Tuesday, April 19, 2016

My brain hurts

It would explain a lot, wouldn't it?

I would say I expect better of Bill Moyers than this, but then, he's the one who made Joseph Campbell famous (Campbell was one of the emptiest suits among scholars):

True story: Speaking of an audience, I walked into the grocery store yesterday near my apartment. The stock manager sidled up to me in the bread section and said, “What a circus, what a circus,” referring obviously to the New York primary. I had hardly got the words—seriously, I had hardly got the words ‘Donald Trump’ out of my mouth before he interrupted me. “That Trump is something,” he said. “He tells it like it is. And he’s right, you know, both political parties have stacked the deck against guys like me.” Then he paused and he said, “But nobody pays any attention if I say it.” I mean, is that his stone-age brain speaking?

Shenkman: That is his stone-age brain speaking. So the stone-age brain is the brain that developed during the Pleistocene. The Pleistocene is the long ice age, it lasted two and a half million years, and that’s when the human brain was mainly evolving. We’re still evolving as human beings. We haven’t stopped evolving, we’re continuing to evolve. But it was during that period that we mainly evolved. And we evolved to address the problems of hunter-gatherers who lived during that period.
Uh, no:

"These findings suggest new ways of thinking about learning," Miller said. "They suggest that new learning isn't simply the smarter bits of our brain such as the cortex 'figuring things out.' Instead, we should think of learning as interaction between our primitive brain structures and our more advanced cortex. In other words, primitive brain structures might be the engine driving even our most advanced high-level, intelligent learning abilities," he said.

The cortex--the "thinking" part of the brain--is highly developed in humans. This is especially true for the prefrontal cortex. Common wisdom suggests that when we learn new things, the prefrontal cortex figures things out first. Then, as our behaviors become familiar and habitual, the more primitive, subcortical basal ganglia take over so that the now-familiar routines can be run off automatically and occupy less of our thoughts.

"What we found was evidence for something very different," Pasupathy said. "We found that as monkeys learn new, simple rules--associations analogous to 'stop at red, go at green'--the striatum of the basal ganglia shows evidence of learning much sooner and faster than the prefrontal cortex. But, an interesting wrinkle is that the the monkeys' behavior improved at a slow rate, similar to that of the slower changes inprefrontal cortex."

This suggests that while the basal ganglia "learn" first, their output forces the prefrontal cortex to change, albeit at a slower rate. 
One patch of ice doth not a winter make, nor a single study a solid conclusion.  But Carl Sagan saddled us with this idea of a "reptile brain," and it always was little more than 19th century phrenology in another guise.  As Stephen Jay Gould explained in his most important popular science work, we spent much of the 19th century deciding who was smart and who wasn't based on how we described the brain.

And we're still doing it.  Now it explains why people don't support our preferred political candidate, but it's the same baseless argument as studies of skull size and capacity, and close-set eyes and "low brows." You don't even need the summation of a study to recognize the flaws in Shenkman's reasoning.  "Primitive" is still being used to mean "NOK" long after science has abandoned that meaning in favor of more narrow and accurate meanings.  Even discussing the "reptile brain" as a thing is simply perpetuating 19th century racism.

All that's missing is to describe Trump supporters as dirty, unkempt, and unsanitary.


For each line of the data that includes the word "finger", copy the line.

Data shown section start

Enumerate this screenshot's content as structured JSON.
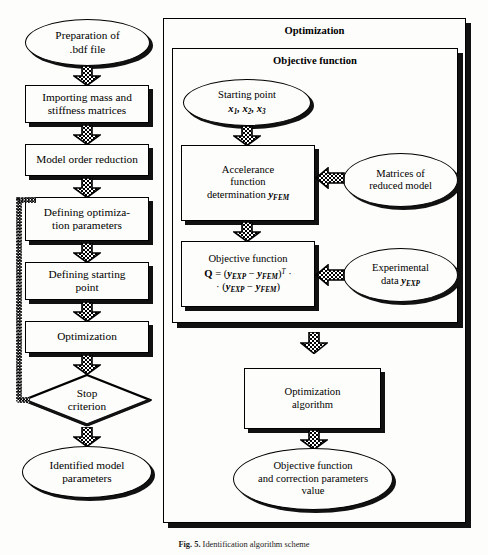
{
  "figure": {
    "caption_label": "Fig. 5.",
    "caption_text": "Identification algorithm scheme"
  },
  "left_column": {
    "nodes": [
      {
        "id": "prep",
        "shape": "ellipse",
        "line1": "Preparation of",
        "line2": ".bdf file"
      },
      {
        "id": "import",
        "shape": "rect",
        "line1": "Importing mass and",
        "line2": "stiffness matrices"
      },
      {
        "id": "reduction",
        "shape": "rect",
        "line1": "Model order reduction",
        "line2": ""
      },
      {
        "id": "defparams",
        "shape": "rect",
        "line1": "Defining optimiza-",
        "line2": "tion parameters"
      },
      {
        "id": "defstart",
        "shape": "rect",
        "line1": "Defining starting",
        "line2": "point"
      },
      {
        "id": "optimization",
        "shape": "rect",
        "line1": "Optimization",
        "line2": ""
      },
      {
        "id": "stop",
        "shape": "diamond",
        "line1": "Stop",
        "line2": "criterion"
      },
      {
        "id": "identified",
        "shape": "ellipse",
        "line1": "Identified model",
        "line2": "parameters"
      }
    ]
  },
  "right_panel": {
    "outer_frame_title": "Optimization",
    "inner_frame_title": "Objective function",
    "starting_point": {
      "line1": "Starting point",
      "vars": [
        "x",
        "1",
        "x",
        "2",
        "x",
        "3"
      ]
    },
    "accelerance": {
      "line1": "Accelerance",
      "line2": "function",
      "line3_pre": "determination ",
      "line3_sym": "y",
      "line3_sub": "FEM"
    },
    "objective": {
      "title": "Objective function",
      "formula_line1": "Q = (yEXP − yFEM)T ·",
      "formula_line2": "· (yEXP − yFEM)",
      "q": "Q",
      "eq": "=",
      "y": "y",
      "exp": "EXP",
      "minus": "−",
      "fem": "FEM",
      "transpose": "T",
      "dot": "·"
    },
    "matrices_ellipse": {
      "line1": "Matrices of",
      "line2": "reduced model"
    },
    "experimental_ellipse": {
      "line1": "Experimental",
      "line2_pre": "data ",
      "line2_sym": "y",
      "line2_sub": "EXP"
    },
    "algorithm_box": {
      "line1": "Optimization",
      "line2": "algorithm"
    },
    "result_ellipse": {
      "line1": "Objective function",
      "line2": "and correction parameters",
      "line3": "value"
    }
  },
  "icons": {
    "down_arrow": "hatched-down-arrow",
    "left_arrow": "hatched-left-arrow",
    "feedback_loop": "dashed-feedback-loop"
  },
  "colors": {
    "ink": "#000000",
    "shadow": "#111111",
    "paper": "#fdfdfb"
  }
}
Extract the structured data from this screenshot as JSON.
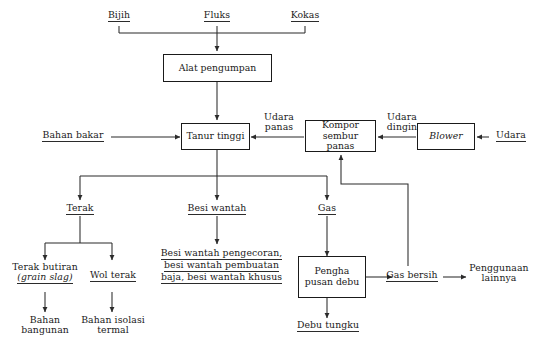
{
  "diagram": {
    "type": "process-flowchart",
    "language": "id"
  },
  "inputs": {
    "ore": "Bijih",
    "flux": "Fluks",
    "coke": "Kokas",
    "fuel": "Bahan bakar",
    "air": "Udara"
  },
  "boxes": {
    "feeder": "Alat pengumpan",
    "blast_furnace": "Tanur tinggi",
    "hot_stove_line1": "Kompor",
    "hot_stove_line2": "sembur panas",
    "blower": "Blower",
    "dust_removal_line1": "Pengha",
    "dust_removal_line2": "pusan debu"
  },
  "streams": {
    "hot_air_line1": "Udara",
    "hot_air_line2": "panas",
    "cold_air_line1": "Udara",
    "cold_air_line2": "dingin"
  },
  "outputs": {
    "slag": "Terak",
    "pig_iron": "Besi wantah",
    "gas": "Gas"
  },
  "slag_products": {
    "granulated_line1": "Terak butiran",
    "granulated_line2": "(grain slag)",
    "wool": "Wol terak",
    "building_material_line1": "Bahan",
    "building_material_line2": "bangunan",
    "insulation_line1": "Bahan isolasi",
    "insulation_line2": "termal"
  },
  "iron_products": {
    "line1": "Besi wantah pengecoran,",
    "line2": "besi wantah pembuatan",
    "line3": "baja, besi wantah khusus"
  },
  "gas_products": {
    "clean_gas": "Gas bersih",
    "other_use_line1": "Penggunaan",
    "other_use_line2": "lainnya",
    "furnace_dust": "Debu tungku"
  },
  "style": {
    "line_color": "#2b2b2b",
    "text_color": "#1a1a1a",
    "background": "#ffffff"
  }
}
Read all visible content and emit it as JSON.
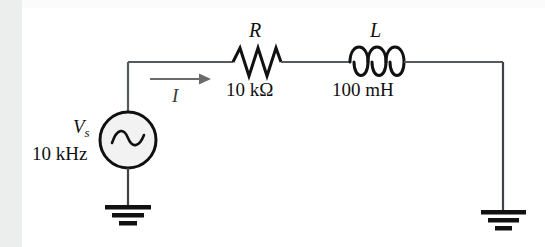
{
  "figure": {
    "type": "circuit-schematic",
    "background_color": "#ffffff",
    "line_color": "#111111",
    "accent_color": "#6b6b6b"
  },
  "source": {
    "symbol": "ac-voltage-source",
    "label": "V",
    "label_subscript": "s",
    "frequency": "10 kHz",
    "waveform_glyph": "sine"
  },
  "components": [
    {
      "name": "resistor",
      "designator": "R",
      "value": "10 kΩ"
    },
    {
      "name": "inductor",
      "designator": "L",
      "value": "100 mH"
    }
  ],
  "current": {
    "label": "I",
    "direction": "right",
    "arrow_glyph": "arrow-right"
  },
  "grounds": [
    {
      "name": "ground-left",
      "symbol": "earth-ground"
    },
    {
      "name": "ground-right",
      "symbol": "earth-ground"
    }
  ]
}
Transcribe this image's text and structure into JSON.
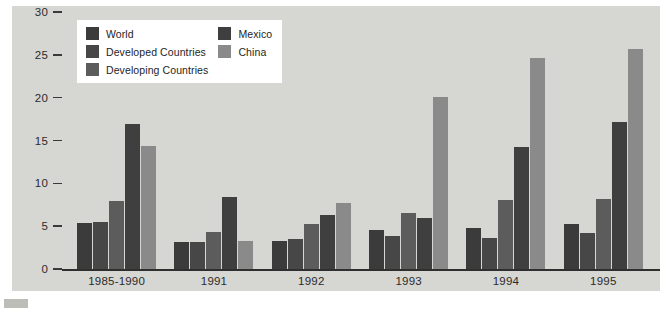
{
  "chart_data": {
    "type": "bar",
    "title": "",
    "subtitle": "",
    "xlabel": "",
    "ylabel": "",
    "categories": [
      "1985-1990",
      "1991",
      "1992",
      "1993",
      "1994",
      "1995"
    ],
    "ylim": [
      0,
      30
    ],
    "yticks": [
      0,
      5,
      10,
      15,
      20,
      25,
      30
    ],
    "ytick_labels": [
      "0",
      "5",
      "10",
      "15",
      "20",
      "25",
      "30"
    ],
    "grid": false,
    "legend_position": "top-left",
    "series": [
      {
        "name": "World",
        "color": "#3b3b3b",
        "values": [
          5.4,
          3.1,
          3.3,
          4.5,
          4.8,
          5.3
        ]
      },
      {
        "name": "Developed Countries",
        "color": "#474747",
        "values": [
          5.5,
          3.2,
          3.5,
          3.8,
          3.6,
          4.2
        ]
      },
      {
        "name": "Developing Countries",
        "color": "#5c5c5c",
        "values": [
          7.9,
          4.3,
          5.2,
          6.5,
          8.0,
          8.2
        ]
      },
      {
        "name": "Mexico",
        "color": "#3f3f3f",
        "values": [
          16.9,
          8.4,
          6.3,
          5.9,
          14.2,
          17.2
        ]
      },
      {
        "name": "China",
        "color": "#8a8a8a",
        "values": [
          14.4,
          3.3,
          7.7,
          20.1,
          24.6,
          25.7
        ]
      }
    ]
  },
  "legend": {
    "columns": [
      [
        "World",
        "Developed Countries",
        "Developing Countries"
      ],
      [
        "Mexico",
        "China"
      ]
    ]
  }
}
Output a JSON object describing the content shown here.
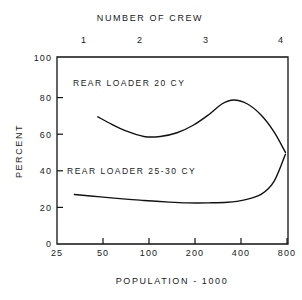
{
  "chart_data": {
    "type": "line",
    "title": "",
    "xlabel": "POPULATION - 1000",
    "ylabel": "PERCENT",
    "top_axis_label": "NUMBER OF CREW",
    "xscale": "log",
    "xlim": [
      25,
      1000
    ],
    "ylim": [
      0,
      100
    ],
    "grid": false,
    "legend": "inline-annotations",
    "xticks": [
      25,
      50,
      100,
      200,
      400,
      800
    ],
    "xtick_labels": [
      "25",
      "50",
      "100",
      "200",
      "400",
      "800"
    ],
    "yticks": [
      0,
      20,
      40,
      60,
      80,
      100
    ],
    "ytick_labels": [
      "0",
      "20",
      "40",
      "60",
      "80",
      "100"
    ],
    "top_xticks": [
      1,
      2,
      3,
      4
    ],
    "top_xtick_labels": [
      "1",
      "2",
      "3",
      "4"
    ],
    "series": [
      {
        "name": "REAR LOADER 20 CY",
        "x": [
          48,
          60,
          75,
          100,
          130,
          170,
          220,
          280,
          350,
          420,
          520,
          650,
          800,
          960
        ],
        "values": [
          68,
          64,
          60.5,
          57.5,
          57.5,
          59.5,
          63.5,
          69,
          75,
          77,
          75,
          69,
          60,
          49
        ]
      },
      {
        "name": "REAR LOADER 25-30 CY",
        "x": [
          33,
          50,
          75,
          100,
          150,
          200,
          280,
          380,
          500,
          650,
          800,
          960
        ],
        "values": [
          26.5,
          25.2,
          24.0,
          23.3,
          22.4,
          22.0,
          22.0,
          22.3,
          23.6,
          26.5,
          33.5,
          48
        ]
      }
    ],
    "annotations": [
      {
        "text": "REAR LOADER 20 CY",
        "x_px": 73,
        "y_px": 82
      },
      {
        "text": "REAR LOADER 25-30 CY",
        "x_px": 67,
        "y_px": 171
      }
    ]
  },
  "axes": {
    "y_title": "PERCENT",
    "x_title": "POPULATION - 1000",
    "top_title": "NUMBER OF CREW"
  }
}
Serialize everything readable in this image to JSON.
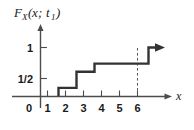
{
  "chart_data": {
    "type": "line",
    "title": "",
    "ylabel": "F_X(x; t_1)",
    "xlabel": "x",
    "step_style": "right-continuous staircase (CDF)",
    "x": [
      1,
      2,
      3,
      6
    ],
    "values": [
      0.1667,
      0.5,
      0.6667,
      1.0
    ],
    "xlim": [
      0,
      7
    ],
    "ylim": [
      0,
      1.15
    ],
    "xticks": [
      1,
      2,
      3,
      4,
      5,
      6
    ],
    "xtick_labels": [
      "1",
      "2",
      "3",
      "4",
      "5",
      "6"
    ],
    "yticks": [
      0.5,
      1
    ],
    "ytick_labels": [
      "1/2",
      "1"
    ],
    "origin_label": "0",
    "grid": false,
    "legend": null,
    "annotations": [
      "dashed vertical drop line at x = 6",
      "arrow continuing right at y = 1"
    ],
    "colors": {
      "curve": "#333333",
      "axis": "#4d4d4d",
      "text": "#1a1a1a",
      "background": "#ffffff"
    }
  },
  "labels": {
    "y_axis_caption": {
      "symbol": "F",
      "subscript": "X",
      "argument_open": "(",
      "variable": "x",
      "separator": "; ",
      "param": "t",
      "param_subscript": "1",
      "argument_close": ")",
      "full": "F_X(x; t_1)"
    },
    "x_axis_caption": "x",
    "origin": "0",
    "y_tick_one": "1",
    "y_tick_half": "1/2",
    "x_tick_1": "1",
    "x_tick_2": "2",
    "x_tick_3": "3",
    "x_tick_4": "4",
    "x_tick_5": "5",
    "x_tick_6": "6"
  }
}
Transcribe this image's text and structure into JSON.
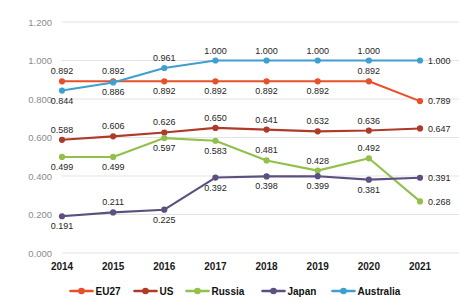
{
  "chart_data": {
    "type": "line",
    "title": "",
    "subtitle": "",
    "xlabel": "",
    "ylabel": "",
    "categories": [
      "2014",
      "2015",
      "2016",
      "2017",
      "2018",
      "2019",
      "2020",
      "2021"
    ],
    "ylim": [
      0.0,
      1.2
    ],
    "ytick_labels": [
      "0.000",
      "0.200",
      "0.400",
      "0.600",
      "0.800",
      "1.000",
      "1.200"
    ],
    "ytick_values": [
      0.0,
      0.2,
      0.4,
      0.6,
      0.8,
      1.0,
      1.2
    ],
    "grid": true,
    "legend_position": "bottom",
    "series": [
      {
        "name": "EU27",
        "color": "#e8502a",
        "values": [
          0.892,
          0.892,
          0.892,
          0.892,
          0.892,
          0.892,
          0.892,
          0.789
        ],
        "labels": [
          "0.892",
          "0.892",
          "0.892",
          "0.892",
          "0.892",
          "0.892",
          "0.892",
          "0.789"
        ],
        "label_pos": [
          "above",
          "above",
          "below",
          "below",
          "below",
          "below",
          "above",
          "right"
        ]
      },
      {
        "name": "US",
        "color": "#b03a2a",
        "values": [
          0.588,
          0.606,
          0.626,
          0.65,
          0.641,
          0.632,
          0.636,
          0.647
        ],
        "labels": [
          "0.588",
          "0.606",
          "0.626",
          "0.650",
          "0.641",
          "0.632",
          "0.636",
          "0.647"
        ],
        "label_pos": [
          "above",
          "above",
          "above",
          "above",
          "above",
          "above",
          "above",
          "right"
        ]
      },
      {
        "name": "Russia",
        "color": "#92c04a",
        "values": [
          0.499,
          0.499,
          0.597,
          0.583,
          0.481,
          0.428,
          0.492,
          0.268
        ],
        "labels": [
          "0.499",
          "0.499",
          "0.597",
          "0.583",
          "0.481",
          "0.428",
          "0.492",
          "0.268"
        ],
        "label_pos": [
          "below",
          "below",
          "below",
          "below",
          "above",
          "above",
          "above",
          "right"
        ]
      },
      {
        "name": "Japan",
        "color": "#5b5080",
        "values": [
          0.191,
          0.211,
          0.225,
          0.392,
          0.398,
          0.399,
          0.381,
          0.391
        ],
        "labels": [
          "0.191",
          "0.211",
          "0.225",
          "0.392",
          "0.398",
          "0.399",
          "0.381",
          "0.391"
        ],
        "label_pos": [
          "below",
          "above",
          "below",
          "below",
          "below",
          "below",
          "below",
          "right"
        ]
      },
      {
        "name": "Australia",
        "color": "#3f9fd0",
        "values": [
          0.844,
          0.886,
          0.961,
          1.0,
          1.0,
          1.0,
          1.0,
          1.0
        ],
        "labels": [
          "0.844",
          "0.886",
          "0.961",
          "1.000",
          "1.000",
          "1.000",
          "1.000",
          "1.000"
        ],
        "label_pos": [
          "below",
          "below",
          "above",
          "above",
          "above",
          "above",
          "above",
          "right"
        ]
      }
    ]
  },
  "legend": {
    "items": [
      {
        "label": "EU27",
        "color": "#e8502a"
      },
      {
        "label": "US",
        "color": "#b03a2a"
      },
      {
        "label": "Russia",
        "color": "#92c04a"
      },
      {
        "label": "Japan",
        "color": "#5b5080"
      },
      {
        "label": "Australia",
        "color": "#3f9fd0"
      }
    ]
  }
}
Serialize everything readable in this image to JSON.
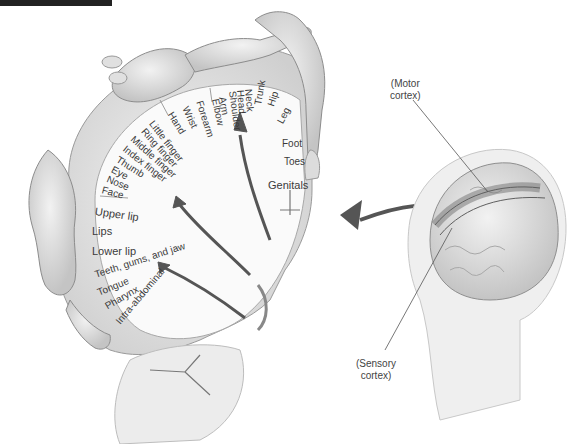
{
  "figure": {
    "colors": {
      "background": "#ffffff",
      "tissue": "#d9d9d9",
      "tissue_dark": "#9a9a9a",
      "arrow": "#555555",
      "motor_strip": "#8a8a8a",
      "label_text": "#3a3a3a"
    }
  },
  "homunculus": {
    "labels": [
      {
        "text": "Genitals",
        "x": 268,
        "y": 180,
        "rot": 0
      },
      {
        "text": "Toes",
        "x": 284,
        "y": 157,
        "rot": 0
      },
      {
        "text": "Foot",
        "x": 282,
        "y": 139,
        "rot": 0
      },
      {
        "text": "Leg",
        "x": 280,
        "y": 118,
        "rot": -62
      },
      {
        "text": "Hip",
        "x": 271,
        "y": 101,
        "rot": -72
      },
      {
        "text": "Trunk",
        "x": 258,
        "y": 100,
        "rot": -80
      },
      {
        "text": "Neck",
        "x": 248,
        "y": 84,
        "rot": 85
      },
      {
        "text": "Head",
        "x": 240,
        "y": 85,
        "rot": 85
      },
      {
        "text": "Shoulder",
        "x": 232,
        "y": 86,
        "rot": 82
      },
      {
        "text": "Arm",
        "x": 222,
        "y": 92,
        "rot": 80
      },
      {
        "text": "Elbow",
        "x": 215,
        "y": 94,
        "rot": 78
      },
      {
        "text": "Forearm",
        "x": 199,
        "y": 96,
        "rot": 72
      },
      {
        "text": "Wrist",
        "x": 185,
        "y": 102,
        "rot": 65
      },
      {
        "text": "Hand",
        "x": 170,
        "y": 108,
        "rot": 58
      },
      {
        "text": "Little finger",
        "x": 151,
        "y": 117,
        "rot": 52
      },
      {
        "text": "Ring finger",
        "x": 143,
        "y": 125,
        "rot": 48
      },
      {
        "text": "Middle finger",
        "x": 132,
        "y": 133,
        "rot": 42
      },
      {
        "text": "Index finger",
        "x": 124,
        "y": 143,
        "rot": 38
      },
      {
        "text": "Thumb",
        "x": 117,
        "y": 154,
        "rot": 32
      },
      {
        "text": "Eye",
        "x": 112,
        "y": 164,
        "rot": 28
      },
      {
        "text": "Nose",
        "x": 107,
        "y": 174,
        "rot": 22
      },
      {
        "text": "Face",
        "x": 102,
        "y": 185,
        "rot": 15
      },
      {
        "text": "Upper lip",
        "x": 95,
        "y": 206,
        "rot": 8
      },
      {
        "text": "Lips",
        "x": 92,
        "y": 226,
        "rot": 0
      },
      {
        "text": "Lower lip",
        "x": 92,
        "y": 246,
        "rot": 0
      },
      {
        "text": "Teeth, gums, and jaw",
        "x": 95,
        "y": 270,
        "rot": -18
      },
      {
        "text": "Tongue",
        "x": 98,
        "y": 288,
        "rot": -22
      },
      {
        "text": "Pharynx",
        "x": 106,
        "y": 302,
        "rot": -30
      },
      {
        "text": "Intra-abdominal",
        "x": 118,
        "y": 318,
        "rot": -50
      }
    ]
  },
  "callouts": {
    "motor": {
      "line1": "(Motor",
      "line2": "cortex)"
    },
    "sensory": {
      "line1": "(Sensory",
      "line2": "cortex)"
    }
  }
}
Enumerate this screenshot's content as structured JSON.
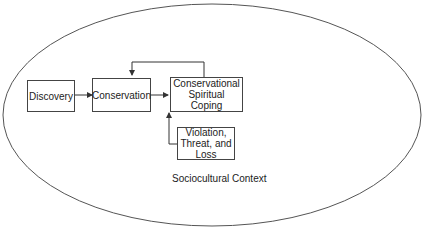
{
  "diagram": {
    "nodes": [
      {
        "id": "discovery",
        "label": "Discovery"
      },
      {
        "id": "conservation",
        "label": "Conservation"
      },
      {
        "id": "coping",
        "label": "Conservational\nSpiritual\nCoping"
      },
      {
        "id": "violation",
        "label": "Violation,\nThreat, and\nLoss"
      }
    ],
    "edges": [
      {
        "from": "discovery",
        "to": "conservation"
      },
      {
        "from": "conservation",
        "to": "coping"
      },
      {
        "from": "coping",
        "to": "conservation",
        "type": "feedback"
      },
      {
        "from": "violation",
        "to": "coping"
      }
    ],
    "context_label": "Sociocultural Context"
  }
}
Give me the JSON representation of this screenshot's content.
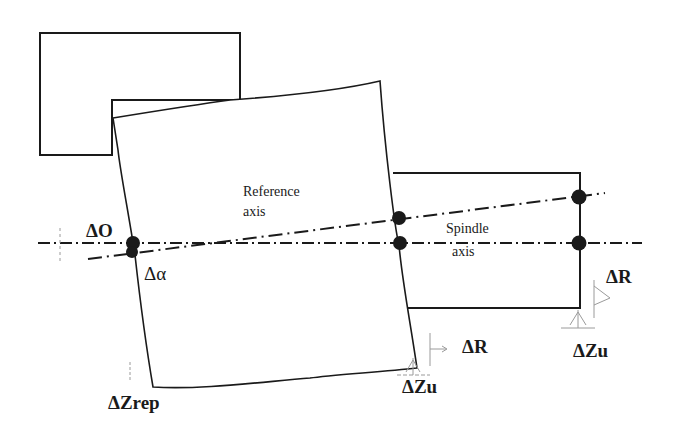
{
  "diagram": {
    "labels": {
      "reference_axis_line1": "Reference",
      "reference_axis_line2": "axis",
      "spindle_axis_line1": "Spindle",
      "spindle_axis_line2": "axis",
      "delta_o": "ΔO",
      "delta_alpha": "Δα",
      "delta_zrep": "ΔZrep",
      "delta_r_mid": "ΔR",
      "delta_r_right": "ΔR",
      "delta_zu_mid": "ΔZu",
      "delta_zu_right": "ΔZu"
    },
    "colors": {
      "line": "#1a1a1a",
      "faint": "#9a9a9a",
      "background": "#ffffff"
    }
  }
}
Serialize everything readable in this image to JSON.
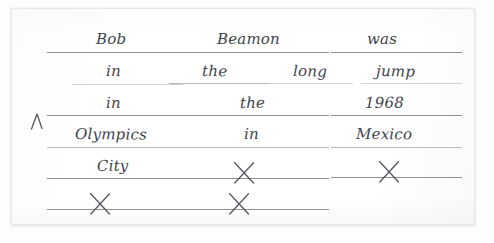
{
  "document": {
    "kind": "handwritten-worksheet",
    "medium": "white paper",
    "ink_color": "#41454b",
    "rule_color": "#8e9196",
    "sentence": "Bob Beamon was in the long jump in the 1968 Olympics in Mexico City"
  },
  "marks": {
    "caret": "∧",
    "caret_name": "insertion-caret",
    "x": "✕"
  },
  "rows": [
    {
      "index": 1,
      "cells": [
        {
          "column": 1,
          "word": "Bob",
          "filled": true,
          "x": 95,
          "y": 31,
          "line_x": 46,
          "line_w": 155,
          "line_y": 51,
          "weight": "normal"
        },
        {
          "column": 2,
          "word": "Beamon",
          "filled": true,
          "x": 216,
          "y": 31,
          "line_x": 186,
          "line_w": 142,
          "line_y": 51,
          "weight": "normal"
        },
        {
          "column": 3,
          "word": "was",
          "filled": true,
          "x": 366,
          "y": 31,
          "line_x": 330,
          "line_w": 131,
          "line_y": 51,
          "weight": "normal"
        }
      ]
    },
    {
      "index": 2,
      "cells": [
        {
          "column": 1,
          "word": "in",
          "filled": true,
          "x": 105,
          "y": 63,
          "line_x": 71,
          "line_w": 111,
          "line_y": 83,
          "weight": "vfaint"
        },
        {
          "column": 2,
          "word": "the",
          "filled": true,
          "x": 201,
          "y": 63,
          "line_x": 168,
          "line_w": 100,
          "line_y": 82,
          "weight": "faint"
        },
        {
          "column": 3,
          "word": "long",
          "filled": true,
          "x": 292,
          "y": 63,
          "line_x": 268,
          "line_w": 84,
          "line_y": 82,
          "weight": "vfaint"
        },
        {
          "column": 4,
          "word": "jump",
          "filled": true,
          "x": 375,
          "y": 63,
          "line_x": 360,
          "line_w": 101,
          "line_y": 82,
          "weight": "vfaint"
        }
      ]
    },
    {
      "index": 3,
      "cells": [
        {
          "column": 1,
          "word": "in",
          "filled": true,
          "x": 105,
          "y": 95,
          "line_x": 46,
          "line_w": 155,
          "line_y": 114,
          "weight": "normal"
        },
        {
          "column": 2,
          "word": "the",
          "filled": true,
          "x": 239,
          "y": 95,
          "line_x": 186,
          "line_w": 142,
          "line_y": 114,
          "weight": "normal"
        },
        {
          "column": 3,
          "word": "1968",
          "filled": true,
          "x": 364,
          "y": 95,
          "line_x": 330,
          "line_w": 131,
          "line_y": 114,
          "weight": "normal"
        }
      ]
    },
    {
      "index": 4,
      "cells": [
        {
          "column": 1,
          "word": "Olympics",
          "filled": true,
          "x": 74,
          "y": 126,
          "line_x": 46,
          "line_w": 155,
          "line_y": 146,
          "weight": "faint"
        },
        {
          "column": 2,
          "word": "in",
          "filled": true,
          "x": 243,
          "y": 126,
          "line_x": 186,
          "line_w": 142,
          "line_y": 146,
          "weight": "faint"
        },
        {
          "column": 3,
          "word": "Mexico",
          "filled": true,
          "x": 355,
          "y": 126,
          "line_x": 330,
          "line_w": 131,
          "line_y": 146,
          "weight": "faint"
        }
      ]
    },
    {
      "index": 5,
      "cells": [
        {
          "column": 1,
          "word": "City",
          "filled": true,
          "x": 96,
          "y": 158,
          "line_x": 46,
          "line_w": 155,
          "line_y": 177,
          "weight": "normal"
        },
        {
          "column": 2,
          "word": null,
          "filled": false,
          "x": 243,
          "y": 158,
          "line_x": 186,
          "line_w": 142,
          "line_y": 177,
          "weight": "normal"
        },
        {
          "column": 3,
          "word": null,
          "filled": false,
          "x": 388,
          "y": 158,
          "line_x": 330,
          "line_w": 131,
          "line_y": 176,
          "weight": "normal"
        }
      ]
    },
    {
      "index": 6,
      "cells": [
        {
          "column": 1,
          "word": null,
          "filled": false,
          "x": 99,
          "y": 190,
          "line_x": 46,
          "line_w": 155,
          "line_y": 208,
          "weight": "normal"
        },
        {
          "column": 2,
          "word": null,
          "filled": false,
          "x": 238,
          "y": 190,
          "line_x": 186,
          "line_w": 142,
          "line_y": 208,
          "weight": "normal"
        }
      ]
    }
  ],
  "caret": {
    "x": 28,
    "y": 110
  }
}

Data shown section end

> **Output of the task**
        "text": "Little finger",
        "text": "Ring finger",
        "text": "Middle finger",
        "text": "Index finger",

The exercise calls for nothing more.